The book title "How Now Shall We Live" demonstrates the core of metaphysical dread that lies behind the antievolution movement. The antievolution movement is not guided by science or fact but by the realization that if evolution is true and really does explain who and what we are that certain types of theology must be untrue. From this, many people (even some atheists-- check out the Straussians) fear that we will lose the positive aspects of the moral legacy of religion, Christianity in particular. As much as people like to bash it, Christianity did leave some positive legacy behind it that is worthy of preservation.
I have two answers to this personally:
1) It is possible to reason from somewhat flawed premesis and occasionally reach good conclusions. When this occurs, history clearly demonstrates it. There are certain moral conclusions that some Christian thinkers reached that I feel have been clearly demonstrated empirically through history to be good moral conclusions. If we were to look into them carefully, I am sure we could "reverse engineer" their true premesis from nature. Think "the rights of man" and then think about optimal governing rule sets for cooperative systems of autonomous agents with human-like characteristics.
2) While I do agree that Christianity left some positive moral legacy, I think the religionists overstate this case. After all we don't have pagan war celebrations or public tormenting of criminals in the arena any longer... wait a minute... anyone watch the Iraq war "countdown" to "shock and awe"? I thought I was in pagan Rome when I saw that. how about the TV show 'Cops'?

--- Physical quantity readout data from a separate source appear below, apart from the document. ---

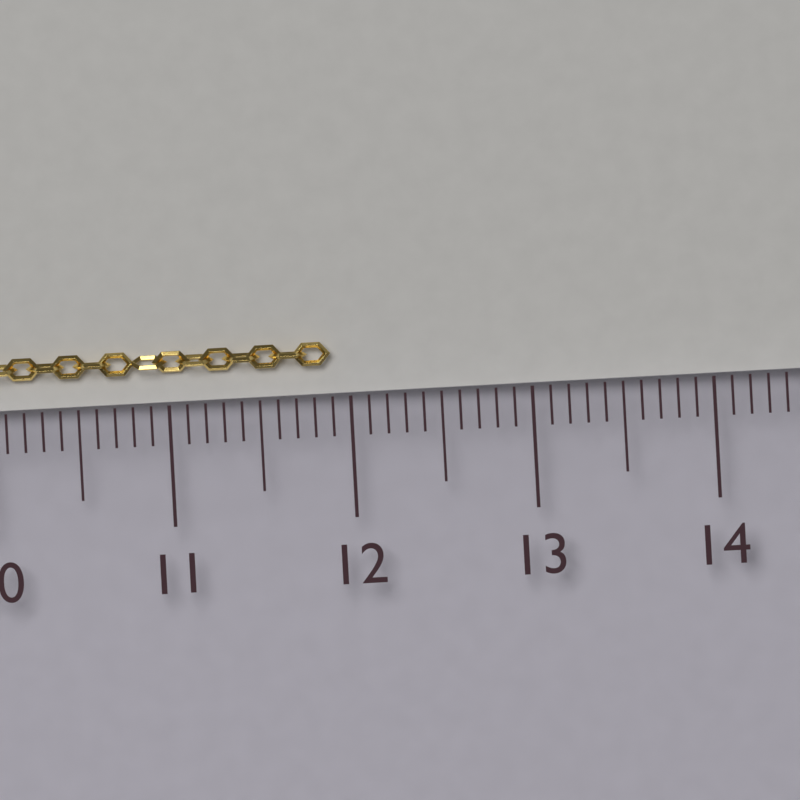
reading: 11.9 cm
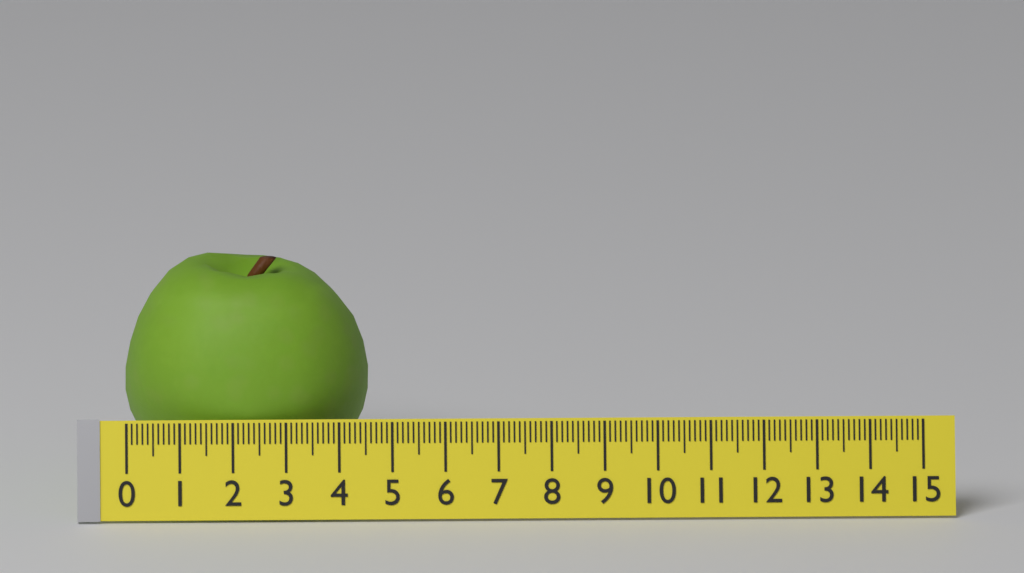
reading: 4.6 (no unit)
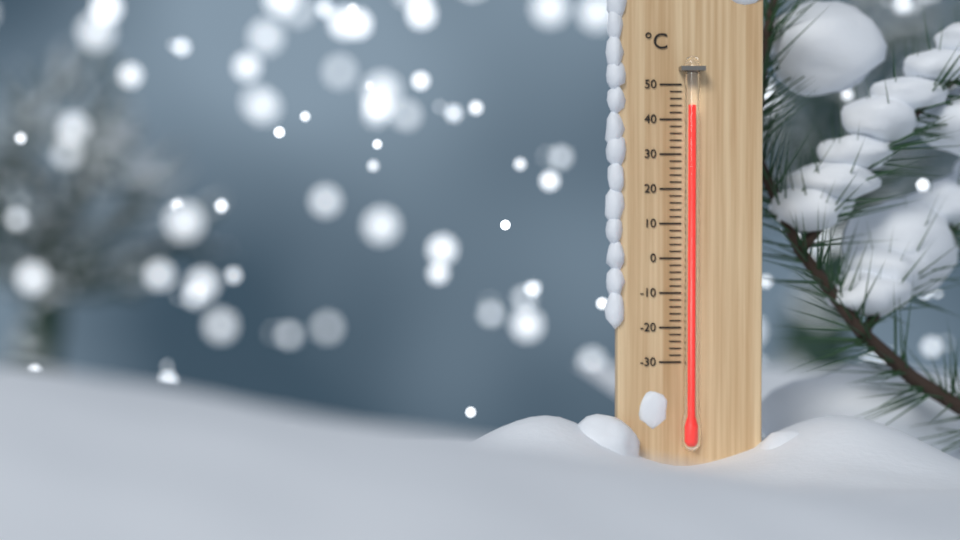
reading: 44 °C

It's remarkable how often you see arguments along the lines of "If x is true then the fall never happened, so Christ's sacrifice was in vain, therefore x is not true". It's such a completely backwards way of reasoning it's hard to say anything in response. The idea that the Bible might contain religious truths but not be literally and absolutely true is petrifying to a huge number of people in America.
If you think Versaille is excessive, visit Herrenchiemsee in Bavaria. It's modelled on Versaille but Ludwig II bankrupted the country trying to build it. He spent a grand total of 10 days in it.
That was weird. I posted that last comment to Chris Mooney's blog.